At last the weather has turned to spring and, although I should perhaps have been working in my garden, I took the opportunity to go up to Kitt’s Grave. I have never really had a look round there at this time of year, like most people I go up to Martin Down in the summer to see the butterflies. The opening up of the habitat on Kitt’s grave has continued this winter and it is beginning to look more like grassland with scrub rather than scrubland with trees.
The area above should develop into grassland over the next couple of seasons and if we are able to graze it as well it should stay that way, providing a lot more habitat for the plants and insects the site is so famous for. There will still be large blocks of dense scrub, valuable as shelter and for nesting turtle dove and other birds.
We did not see a lot of wildlife, several bullfinch were nice and the sun had brought out a few common lizard.
We also found a blood-nosed beetle, I confess that until I looked it up when I got home I had not appreciated that these can be found as adults at any time of the year.
They the largest species of a group known as “Leaf-beetles” and eat bedstraws growing in open habitats, so it is easy to see why downland is a favourite area to find them in. They have particularly wonderful feet and a very deliberate way of walking. The elytra are fused along the midline so unlike most beetles they cannot fly. The elytra are the two halves of the “back” and are actually modified fore-wings, the wings other beetles use to fly with are the other of their two pairs.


## TASK GOAL
Whenever a line of the records below contains the word "Complementos", copy that line.

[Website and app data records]
■ ■ ■ ■ ■ ■ ■

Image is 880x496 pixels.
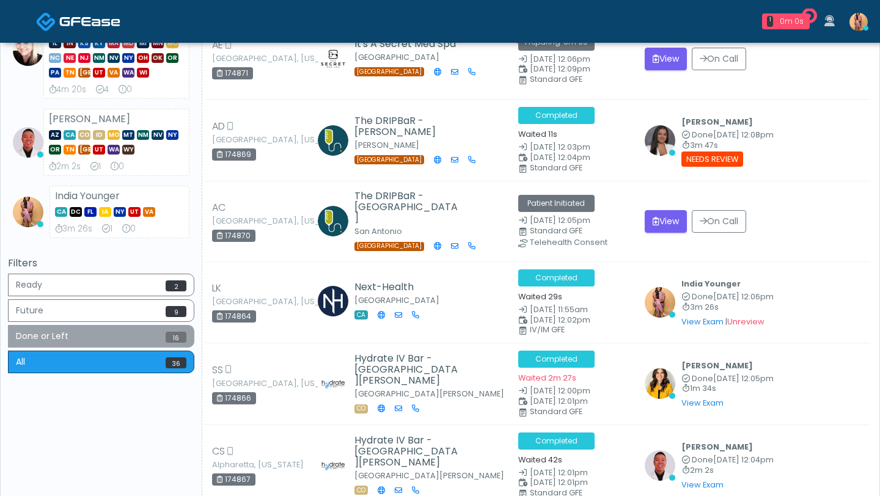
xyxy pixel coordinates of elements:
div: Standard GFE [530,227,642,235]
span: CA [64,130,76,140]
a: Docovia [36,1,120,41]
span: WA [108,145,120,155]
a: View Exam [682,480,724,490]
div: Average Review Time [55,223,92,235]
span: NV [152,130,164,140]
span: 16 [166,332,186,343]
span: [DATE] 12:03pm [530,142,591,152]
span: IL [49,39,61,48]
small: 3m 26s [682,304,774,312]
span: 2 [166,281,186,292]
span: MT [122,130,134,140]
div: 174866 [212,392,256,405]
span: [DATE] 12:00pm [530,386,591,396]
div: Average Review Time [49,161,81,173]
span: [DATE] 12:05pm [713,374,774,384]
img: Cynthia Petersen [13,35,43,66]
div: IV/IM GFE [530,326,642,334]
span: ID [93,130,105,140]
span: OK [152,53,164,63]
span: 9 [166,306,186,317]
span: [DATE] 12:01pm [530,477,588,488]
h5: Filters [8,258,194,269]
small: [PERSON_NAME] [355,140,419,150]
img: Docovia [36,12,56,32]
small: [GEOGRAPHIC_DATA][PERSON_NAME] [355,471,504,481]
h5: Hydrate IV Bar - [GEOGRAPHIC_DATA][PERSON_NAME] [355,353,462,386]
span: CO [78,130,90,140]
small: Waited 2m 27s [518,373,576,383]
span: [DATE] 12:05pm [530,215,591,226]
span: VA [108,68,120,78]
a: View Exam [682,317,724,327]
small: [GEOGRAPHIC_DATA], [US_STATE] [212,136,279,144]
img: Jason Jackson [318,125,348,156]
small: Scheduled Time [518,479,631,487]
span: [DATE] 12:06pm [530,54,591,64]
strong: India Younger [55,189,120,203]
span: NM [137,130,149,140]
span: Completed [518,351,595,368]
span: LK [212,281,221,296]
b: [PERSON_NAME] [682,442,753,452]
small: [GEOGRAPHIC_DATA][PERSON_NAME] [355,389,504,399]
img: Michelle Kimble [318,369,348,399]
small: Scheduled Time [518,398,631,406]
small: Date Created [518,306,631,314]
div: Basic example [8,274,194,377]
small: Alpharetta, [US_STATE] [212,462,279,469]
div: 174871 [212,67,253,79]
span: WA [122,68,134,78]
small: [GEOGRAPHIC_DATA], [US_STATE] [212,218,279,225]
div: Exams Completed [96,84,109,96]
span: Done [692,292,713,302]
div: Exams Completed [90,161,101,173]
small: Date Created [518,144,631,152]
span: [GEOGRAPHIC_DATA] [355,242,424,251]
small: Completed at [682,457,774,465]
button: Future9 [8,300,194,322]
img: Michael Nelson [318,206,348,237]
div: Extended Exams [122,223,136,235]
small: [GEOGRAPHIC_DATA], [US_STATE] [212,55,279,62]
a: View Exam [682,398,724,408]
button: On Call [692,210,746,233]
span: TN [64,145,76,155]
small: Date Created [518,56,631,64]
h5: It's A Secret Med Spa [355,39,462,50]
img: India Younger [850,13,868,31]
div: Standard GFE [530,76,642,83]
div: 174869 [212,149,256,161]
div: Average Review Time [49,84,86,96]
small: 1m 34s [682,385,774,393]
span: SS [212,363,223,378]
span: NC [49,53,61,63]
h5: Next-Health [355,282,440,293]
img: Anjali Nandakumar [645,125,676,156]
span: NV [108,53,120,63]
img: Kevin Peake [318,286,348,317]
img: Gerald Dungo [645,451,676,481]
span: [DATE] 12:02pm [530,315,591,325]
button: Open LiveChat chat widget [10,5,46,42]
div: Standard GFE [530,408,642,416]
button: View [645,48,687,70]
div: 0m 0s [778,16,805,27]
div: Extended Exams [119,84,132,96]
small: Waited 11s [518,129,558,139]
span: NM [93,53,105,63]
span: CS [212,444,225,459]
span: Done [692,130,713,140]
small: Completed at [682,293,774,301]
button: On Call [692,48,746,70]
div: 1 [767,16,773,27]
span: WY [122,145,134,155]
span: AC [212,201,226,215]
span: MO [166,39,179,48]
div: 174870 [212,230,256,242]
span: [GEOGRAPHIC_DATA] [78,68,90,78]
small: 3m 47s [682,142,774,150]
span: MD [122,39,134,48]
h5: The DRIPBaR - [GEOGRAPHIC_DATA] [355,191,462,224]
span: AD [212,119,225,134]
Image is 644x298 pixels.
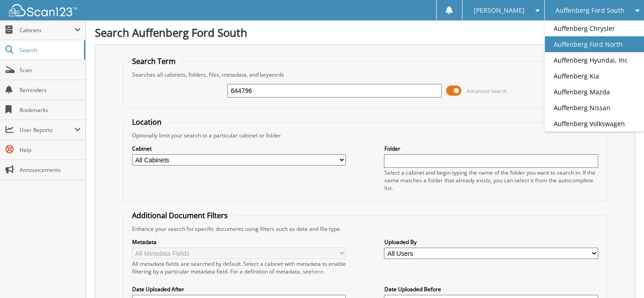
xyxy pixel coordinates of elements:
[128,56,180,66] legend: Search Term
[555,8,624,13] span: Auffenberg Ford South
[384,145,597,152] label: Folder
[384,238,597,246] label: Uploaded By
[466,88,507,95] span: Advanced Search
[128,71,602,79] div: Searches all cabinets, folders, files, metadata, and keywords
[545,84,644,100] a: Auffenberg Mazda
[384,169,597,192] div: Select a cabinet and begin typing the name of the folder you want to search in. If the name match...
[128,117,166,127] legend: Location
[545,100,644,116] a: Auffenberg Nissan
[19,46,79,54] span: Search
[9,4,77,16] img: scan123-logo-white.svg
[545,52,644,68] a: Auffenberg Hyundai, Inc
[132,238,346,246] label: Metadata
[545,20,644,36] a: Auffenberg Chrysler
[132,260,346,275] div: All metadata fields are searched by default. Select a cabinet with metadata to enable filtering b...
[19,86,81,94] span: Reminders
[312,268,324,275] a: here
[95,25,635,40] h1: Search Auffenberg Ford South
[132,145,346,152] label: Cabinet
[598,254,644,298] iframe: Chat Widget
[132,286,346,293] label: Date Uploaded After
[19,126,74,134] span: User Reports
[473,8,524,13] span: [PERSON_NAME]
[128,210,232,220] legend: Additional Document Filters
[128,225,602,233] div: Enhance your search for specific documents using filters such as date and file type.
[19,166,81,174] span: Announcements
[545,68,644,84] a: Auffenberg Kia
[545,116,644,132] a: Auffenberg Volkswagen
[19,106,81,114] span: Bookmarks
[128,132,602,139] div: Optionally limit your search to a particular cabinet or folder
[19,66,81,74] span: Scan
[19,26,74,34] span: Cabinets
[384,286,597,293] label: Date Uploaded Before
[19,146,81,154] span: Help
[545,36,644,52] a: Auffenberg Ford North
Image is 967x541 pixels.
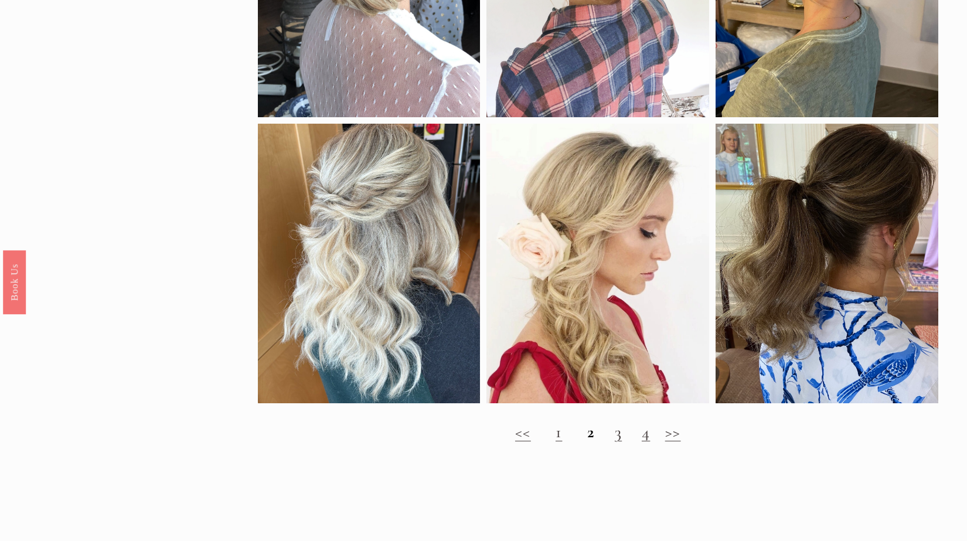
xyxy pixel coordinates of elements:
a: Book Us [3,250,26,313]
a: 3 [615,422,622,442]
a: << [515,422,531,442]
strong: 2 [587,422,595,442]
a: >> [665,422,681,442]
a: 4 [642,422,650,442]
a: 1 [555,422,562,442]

■ ■ ■ ■ ■ ■ ■

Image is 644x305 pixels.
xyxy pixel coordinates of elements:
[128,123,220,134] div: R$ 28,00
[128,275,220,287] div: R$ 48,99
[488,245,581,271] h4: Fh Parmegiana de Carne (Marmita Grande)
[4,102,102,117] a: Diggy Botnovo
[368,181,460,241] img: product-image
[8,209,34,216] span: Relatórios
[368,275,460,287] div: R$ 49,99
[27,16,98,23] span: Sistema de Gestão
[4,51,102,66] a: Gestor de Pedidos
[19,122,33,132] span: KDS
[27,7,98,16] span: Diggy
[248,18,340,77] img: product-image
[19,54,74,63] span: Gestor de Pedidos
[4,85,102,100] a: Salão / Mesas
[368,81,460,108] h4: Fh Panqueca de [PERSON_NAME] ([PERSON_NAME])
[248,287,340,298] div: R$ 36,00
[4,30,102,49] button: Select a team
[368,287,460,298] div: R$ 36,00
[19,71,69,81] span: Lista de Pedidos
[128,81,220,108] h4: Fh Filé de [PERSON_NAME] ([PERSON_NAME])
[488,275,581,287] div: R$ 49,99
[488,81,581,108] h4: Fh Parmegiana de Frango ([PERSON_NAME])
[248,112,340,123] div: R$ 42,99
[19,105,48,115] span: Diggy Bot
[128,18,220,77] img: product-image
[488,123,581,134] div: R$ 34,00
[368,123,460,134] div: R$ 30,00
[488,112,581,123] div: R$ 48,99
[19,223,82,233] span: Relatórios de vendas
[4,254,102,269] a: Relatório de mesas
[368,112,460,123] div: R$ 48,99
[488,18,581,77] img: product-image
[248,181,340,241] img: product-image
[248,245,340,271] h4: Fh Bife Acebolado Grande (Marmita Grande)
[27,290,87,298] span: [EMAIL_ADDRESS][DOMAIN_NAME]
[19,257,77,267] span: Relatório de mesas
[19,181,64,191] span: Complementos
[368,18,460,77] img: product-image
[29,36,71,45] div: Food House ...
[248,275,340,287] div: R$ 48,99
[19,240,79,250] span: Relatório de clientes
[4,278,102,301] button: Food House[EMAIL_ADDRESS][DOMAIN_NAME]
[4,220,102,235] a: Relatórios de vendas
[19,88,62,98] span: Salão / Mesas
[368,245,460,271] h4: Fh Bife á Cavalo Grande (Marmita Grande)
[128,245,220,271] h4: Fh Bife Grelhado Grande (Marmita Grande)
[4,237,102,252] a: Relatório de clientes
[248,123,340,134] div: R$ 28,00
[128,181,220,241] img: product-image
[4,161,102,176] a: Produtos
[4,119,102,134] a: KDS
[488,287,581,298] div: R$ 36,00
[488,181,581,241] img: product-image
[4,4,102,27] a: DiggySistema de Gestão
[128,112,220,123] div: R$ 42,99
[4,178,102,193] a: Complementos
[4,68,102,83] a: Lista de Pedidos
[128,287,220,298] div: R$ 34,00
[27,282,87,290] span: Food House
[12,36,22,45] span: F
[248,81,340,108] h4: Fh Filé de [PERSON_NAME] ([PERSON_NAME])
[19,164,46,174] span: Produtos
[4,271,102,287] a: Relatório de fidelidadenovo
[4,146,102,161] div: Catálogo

■ ■ ■ ■ ■ ■ ■

## ANSWER
[19,181,64,191] span: Complementos
[4,178,102,193] a: Complementos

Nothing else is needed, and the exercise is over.